The deep sea exploration came to pass with the help of a “small, dedicated, multi-tasking crew” . But as they faced deadlines and challenges, the tension built, like it would anywhere.
In an interview with Josh Rottenburg of Fast Company Magazine, Cameron explains how the tensions were resolved and breakthroughs were made. His approach has struck a chord with me. It could change ministries if we could commit to the temporary pain of remaining in conflict and working through to a solution.
Here’s the thing, it requires commitment. Not the superficial, humor each other at the table, talk about each other away from it, kind we may experience. It requires skin in the game commitment.
I think every church, every youth ministry, every missions group, every team doing kingdom work should perk up and pay attention to his method. If we could do this—REALLY commit to doing this—we’d be able to accomplish many more seemingly impossible things together.
James calls it “TOTAL RADICAL TRANSPARENCY.”
When describing the effort it took to film his solo dive he explains how his team worked.
“Everybody working on the vehicle had to sit around a table every morning at 8:15 (not 8:14 or 8:16) and we’d air out our problems. There would be no offline conversations about the things that were going wrong. You bring your problems to the group, and we as a group would solve them. People thought I was crazy, but after about two weeks, we really started working as a team. They started to understand that you don’t hide your problems—you bring your problems to the group.” (Fast Company Magazine, Sept. 2014, p. 32)

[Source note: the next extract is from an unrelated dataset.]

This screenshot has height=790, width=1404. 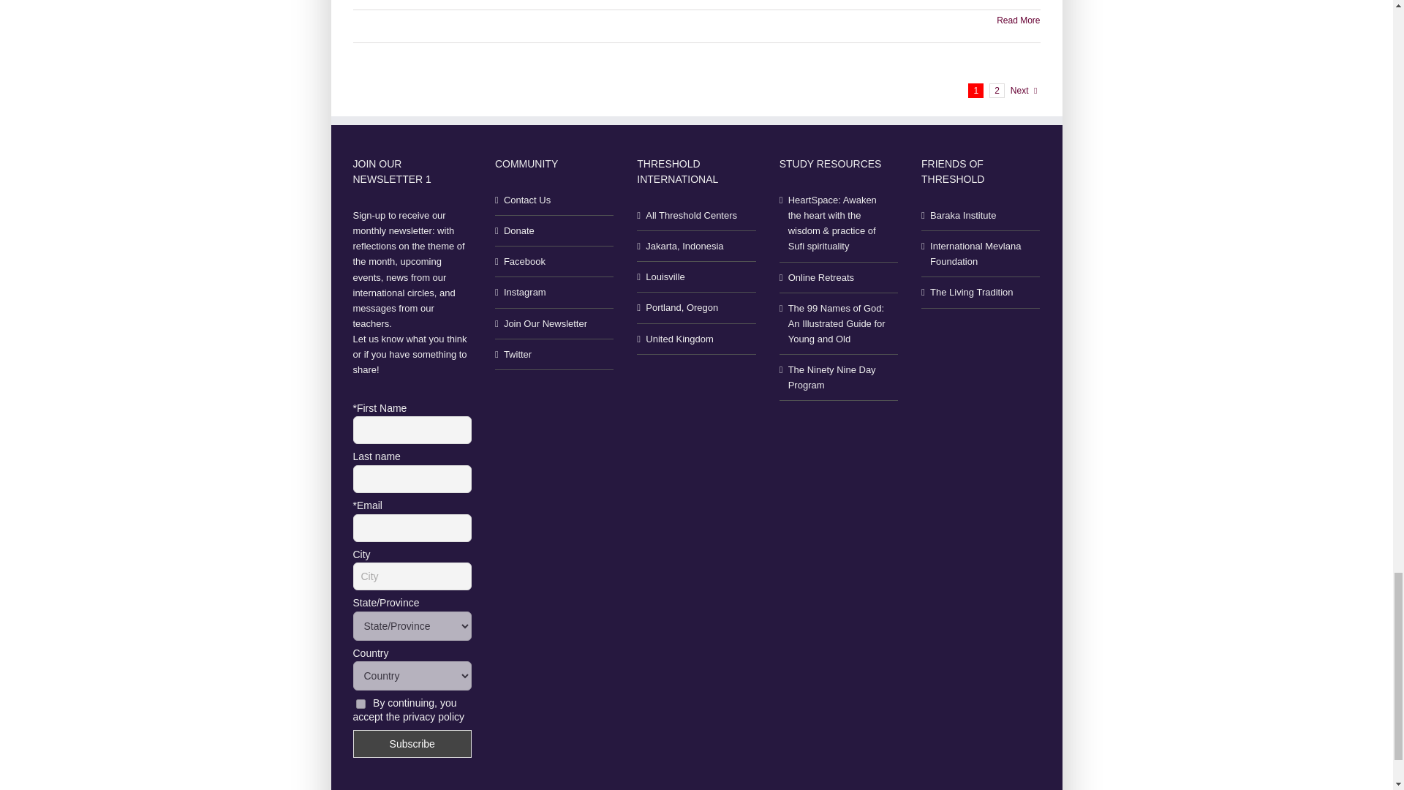 I want to click on Instagram, so click(x=555, y=292).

I’ve had the privilege of working with some incredible teams. I didn’t realize why at the time, but I thrive in environments where we were collaborating toward solutions. One of the biggest factors to this mutual thriving was caring.

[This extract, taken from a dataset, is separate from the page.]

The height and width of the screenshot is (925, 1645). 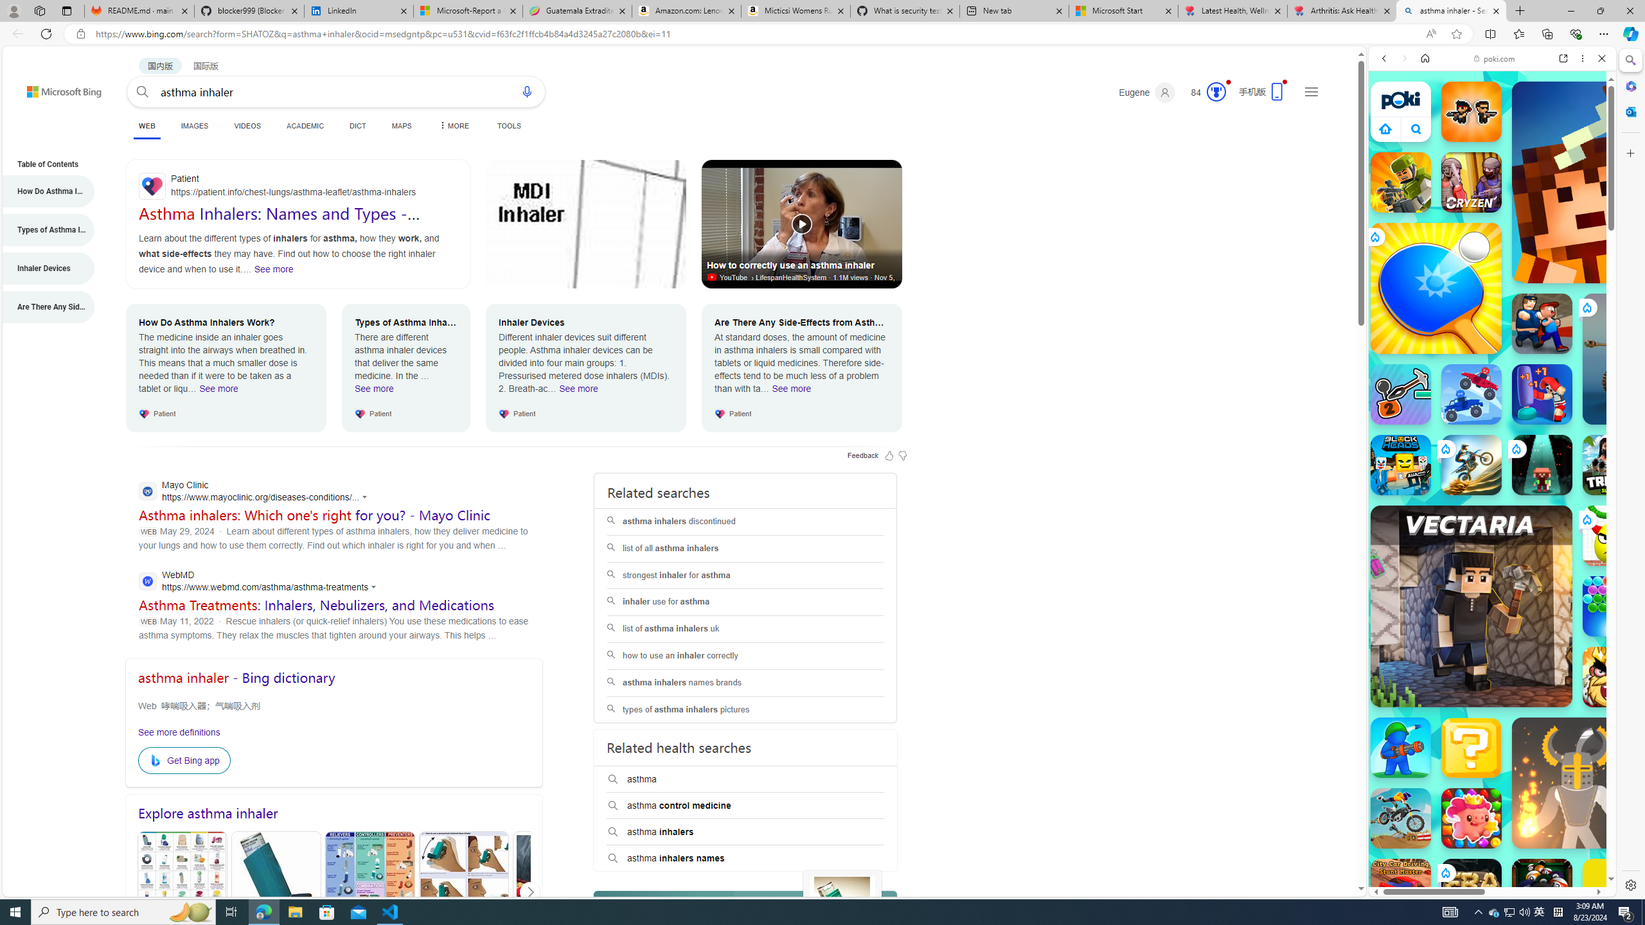 What do you see at coordinates (357, 126) in the screenshot?
I see `DICT` at bounding box center [357, 126].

James didn’t explicitly say that his team cared. But he did imply it when he said that they showed up every morning at 8:15. Not 8:14 or 8:16. It showed that they were all-in. I’ll be the first to admit that I’m not always on time. I have distractions. I may show up with my head somewhere else. But when there is something on the line and we all need to be all-in and the leadership has communicated that, it changes my approach and it changes how I feel about what we are working on.
The other occasionally uncomfortable thing about this approach is that conversations need to be had at the table. I can think of nothing more devastating to a project than a team whose offline conversations have more of an impact on the decisions than the ones that happen at the table. It deflates the team. It disempowers the process. It disrespects the people that have been put together to work toward a solution.
Some of the most beautiful environments, movements, events, ideas, solutions that I have been a part of have been created around these types of spaces that were collaborative, honest, working, and more defined. We don’t have to be James Cameron to have this type of impact on a team. It takes men and women who aren’t afraid of the results of true team development. It takes men and women who aren’t afraid of each other. It takes men and women who value each others contributions deeply. It takes honesty. Respect. And I’m sure more than anything, a colossal sense of humor.
So, let’s get started–or continue–or remember…our biggest influence lies in how much we are willing to leave on the table. Want to get started? Why not try total radical transparency in your next meeting?
- Set a start time and make it a priority.
- Set the tone of TOTAL RADICAL TRANSPARENCY.
- Set a meeting agenda, “What do we need to accomplish here to reach our goal”, “What challenge needs our creativity”, “What do we need to do to make what we’re working on a success.”
- Set up your team to win. Try this for 2 weeks in a row. Meet every day for 30 minutes. Do whatever it takes to push through initial doubts in the process. Remind them that hiding problems doesn’t help anything, bring them to the group and work them out together.
When we play and work in radical transparency, we win a lot more. I know of another J.C. who led with TOTAL RADICAL TRANSPARENCY. I have no problem abandoning every inheritance of this world, to follow this man’s example. Jesus is our example in transparency.
How is your team working?
Could you use a dose of TOTAL RADICAL TRANSPARENCY?